I'm not saying everything in it is bullshit - far from it but its no different to anything in the MSM, which it repeatedly criticises then uses for support.

Just little details like failing to mention that Amnesty International investigated its own report into the Iraq Kuwait incubator murders within a year and found them to be false. It then publicised this.

The article also mentions Madeline Albright's influence on some AI pro Aghanistan war billboards from 2012 or thereabout but provides nothing other than the assertion she was responsible and a quick reference to her shit comments from the 90s. Not an actual reference of the intellectual, or academic or even the kind wikipedia expects which is just something.

A no fly zone is a military term with clear military aims. Its got nothing to do with humanitarianism. the author even admits we all associate the term with western wars of aggression. FFS.

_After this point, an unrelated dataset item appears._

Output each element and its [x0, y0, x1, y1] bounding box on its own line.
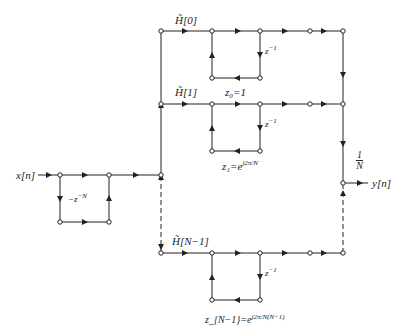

He then criticises a petition platform because anyone can use it to say anything, despite the fact that this is what those things are for. They are new media and just like old media they can be used for propaganda. I dunno if he put the bit about AVAAZ right after the no fly zone bit because he wanted to link them or is a shoddy writer but it comes across if he is trying to build a link. He is basically trying to make Jeremy Heimens out to be a NWO operative (and that may be true but he needs to build an argument that can stand up and that might not be that easy cos it may or may not be true).

Heimens founded GetUp! which Australian politician Eric Abetz (nephew of Brigadeführer Otto Abetz who was the "ambassador' to occupied France in ww2) claimed was a Soros front. Nothing awkward about that little shit fight i'm sure. Its hard to find anything wrong with GetUp! so whatever Soros' money has done on that front ...,. good on him.

I could go on and on.

AI is an international organisation and the appointment of Nossel and whatever she has done since really could do with more serious investigation - granted. (Maybe its been done I dunno. Its sus tho as is the association of Phillip Ruddock with AI (look him up).

RT is simply the MSM for the powerful interests in the world that don't support the US. CBS, the Guardian or RT - who cares, its all ruling class propaganda:

In this age of professionally staged colour revolutions and ‘Arab Springs’, and wars fought by proxies and front organizations – vaunted human rights organisations should really acknowledge that there are nation-states and central governments who are not long for this world, and who are literally fighting for their survival. Governments who find themselves under the western hammer cannot always afford the luxury of settling internal disputes nicely, or putting down armed rebel factions and terrorists with all affordable due process. If these rebels or terrorists are western-backed, or GCC-backed, then this condition becomes more acute. Certainly, the United States and its NATO allies, or Israel for that matter, do not afford such civility for any of its victims of collateral damage’ or during a protracted ‘humanitarian intervention’.


OK in Afghanistan, Syria and Iraq there have been occasions where Australian and other military forces have refused to engage or become involved in operations because they deemed the risk to civillian populations in those countries unacceptable. And you know what?? - every time I saw something like that was in the MSM it was reported in a way that cast doubt on legitimacy of those actions to protect civillians, in Australian media anyway.

So that last sentence is not true (and this is no way a justification for any of those military interventions or Australian involvement - I oppose them all.)

Although technically I guess we're not part of NATO. I think the UK are tho and they have reportedly done it at some point. Dunno when tho. I rarely take notice of any of that stuff these days so it was pre 2015 sometime. (Back when I only had one kid. :oopssign: :D )

And that aside go back and re read that paragraph.

And substitute this bit:

Governments who find themselves under the Islamist hammer cannot always afford the luxury of settling internal disputes nicely, or putting down armed rebel factions and terrorists with all affordable due process. If these rebels or terrorists are Al Ciada backed, or ISIL-backed, then this condition becomes more acute.